+ WEA officials claim membership in the union is voluntary.
+ Teachers and public school employees who do not want to belong to the
WEA can opt out and become "agency fee payers." They are required
to pay fees equal to 100 percent of mandatory dues and they lose legal liability
insurance and the right to vote on their contracts.
+ WEA is prohibited by state law from spending any agency fee money for
political purposes without permission from agency fee payers, but was found
guilty of violating the law last year and ordered to pay penalties of more
than $770,000.
+ Agency fee payers are entitled to a rebate of the portion of their fees
spent on activities not related to collective bargaining, contract negotiation
and grievance adjustment. WEA does not provide refunds unless non-members
know to ask and jump through the hoops. The refund currently averages $180
each year.
+ WEA calculates the refund and must defend that calculation at an annual
arbitration for teachers who wish to challenge it.
+ WEA schedules the annual hearing on a weekday during class hours.
+ The hearings take place at union headquarters in Federal Way.
+ The arbitrator is chosen from a pool previously approved by the WEA and
paid by the union (using dues and fees). This year officials paid the arbitrator
$1,100 per day.
+ Challengers are not permitted to see any of the documentation the WEA
will present against them until the day of the hearing.
+ On the day of the hearing, challengers are presented with about 12 inches
of documentation justifying the union's fee calculation. They have one hour
to review the documents during the union's oral presentation, after which
they are given an opportunity to present their response.
+ Experienced certified public accountants who have looked through the
documents provided by the union say there is no way they could make sense
of the information in the time frame allowed, much less a teacher who is
not trained to read financial books.
+ And of course, now the WEA will not allow expert representatives chosen
by teachers to be present at the hearing without signing a gag order.

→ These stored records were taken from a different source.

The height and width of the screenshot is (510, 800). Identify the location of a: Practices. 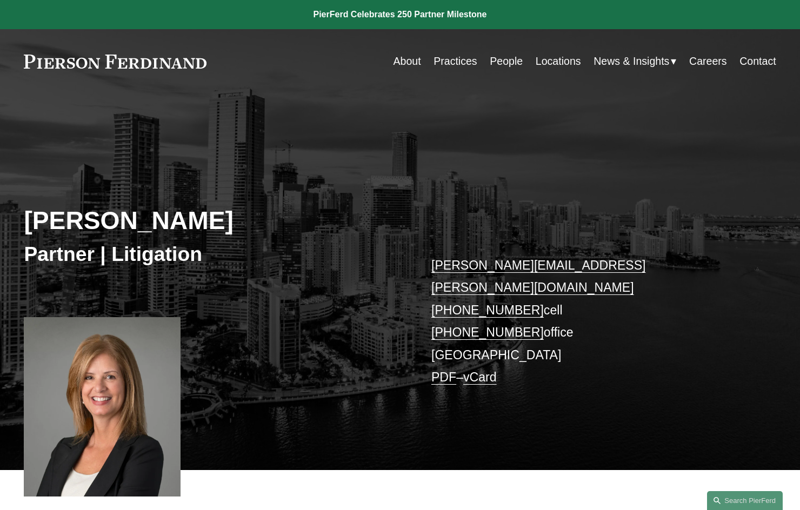
(455, 61).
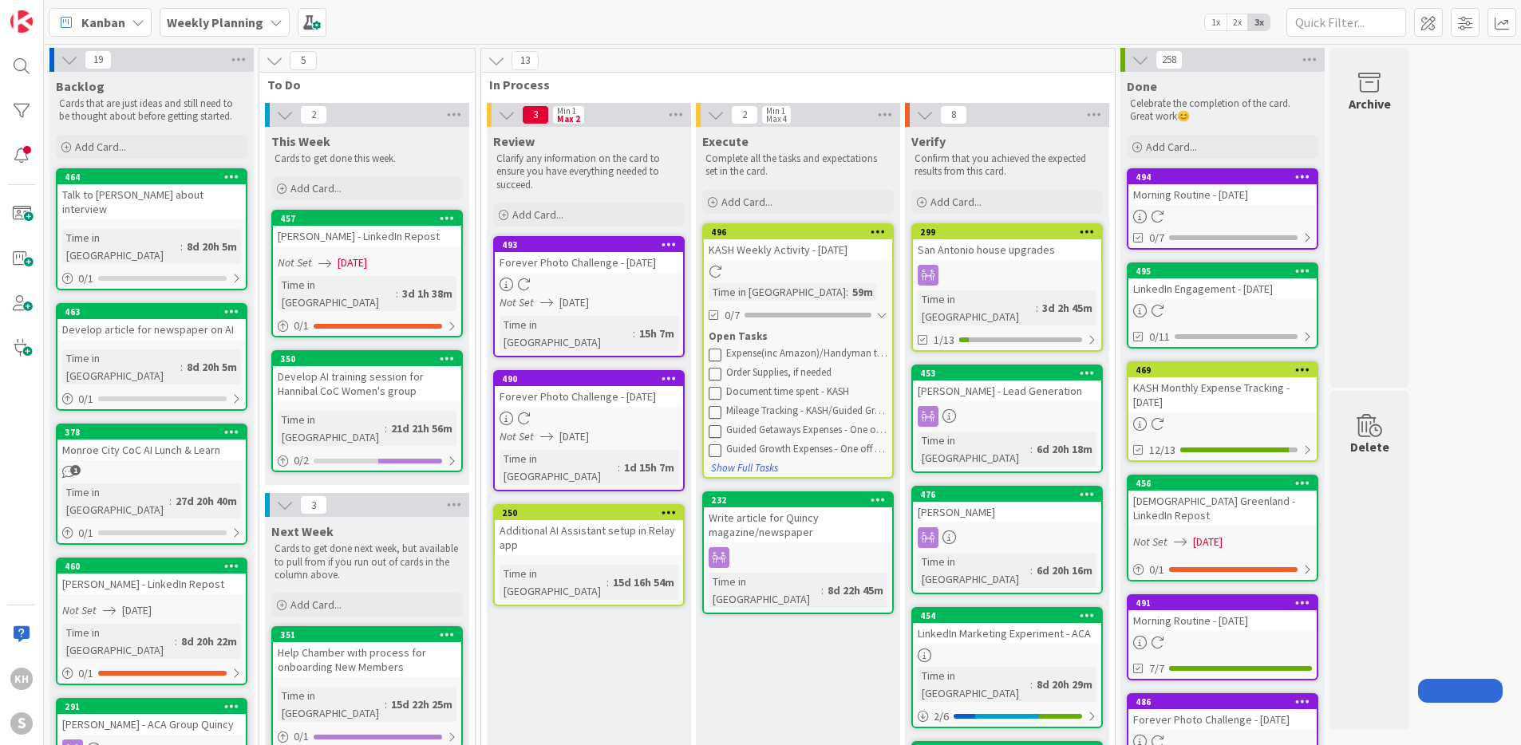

At a March 23, 2005, House Appropriations hearing on a bill to gut the voter-approved I-601 spending limit, Rep. Jim McIntire (D) asked a supporter of I-601’s two-third supermajority requirement for the legislature to raise taxes the following question:
"Can you name a time when we [legislators] have actually not just set it [supermajority requirement] aside by majority vote? I mean, this is in many respects a procedural motion that has no bearing. It’s a statutory constraint that cannot constrain any legislature that chooses as a majority to set it aside . . . have we ever used a supermajority [to raise taxes]?"